The truth about Clinton’s visit to Zanesville

28 February 2008

If you listen to NPR’s coverage of Hillary Clinton’s visit to Zanesville yesterday, you’d get the impression she was out courting the poor, uneducated, white voters that have supported her in the past. I hear this mantra that uneducated Whites are her base and it seems to go pretty much unchallenged in the mainstream media. Let me tell you what you didn’t hear in that NPR report.

  1. The event took place on the collocated campuses of Zane State College and Ohio University-Zanesville.
  2. Many attendees were employees of the two institutions, as well as students.
  3. I recognized some attendees from the community; they were neither poor nor uneducated.
  4. At the beginning, the event was by invitation only.

So, in what can only be described as a stroke of sheer genius, the Clinton campaign decided to get out the uneducated white voters of Zanesville by staging an invitation-only event on a college campus. Little does the rest of the country know just how politically connected our uneducated Whites are here in Zanesville.

The unemployed former Lowe’s carpet salesman interviewed at the beginning of the NPR piece must have stuck out like a sore thumb. By far the attendees were either college educated–ranging from associate’s to doctorate degrees–or students. The Clinton campaign had to bring in some poor guy who lost his home in the home mortgage crisis; he was stereotype incarnate.

So, of all the people in attendance that the NPR reporter could have interviewed, he had to hunt down an unemployed former carpet salesman. I imagine that’s because such a gathering of educated Whites did not fit the story the national, mainstream media wanted to write about this part of Appalachian Ohio.

My point is, it’s not that there aren’t uneducated Whites around here, it’s that there were so few of them at the Clinton event. How does that equate to “Clinton Targets Poor Voters in Appalachia?”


EXERCISE GOAL:
Filter the records for "Rumker" and keep each line that has it.

DATA SECTION:
━━━━

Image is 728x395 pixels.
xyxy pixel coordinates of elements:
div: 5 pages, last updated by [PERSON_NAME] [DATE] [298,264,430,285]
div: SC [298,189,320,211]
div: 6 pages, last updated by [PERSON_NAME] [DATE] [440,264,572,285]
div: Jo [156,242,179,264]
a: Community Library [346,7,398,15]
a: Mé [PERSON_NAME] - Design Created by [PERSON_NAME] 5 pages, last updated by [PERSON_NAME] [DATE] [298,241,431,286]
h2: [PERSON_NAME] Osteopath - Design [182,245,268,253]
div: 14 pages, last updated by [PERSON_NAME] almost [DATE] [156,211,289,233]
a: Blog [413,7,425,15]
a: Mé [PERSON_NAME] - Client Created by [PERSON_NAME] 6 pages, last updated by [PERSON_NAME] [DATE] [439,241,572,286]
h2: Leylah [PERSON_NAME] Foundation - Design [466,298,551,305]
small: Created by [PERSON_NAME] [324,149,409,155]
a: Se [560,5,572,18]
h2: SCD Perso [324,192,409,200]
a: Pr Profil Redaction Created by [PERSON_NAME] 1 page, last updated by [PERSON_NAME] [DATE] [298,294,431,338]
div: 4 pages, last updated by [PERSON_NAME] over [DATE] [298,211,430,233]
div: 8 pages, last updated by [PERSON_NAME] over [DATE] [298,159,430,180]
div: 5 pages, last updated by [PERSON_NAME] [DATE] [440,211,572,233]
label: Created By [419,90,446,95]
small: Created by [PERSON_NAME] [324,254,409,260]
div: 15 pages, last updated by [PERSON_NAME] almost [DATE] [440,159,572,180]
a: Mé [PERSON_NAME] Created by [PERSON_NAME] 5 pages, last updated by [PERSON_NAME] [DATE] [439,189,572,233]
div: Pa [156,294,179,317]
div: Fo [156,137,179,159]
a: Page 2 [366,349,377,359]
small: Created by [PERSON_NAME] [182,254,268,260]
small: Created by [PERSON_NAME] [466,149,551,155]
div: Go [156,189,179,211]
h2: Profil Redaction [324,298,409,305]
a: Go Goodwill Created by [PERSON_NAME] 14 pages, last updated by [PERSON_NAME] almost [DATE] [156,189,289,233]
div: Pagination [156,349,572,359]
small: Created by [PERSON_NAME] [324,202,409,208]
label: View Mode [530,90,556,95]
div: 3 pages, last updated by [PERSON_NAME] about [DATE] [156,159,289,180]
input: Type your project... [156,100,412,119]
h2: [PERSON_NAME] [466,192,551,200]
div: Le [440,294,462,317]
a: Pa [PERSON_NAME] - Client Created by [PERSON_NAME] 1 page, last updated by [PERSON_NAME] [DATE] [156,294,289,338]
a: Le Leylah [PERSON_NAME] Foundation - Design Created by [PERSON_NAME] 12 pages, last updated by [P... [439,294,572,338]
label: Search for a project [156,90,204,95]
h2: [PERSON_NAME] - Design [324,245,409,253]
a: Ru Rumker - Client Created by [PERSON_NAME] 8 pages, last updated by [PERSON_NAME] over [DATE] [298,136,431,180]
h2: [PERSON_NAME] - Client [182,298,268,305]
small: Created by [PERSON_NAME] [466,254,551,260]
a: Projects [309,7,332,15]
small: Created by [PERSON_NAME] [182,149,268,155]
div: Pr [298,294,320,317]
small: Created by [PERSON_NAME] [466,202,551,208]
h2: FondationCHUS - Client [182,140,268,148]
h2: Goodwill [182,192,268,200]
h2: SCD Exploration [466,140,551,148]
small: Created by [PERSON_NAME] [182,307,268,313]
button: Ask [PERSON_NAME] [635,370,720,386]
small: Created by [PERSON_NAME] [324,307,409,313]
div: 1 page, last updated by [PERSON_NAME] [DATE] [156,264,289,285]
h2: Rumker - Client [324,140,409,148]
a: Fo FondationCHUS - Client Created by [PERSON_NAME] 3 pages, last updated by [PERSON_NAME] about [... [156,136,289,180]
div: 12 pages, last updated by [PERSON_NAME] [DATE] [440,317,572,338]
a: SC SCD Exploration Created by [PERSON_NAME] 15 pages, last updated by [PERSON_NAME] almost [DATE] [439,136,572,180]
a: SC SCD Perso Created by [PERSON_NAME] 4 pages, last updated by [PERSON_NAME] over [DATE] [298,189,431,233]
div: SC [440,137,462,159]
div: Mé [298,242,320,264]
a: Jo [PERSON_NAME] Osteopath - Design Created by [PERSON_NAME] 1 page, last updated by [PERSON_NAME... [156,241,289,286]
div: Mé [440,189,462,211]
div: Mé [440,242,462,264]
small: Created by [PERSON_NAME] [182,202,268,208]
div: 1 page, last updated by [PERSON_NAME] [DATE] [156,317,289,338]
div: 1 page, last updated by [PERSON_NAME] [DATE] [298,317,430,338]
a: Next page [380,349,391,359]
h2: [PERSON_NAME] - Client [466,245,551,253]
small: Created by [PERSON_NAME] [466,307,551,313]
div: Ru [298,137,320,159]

━━━━

RESPONSE:
a: Ru Rumker - Client Created by [PERSON_NAME] 8 pages, last updated by [PERSON_NAME] over [DATE] [298,136,431,180]
h2: Rumker - Client [324,140,409,148]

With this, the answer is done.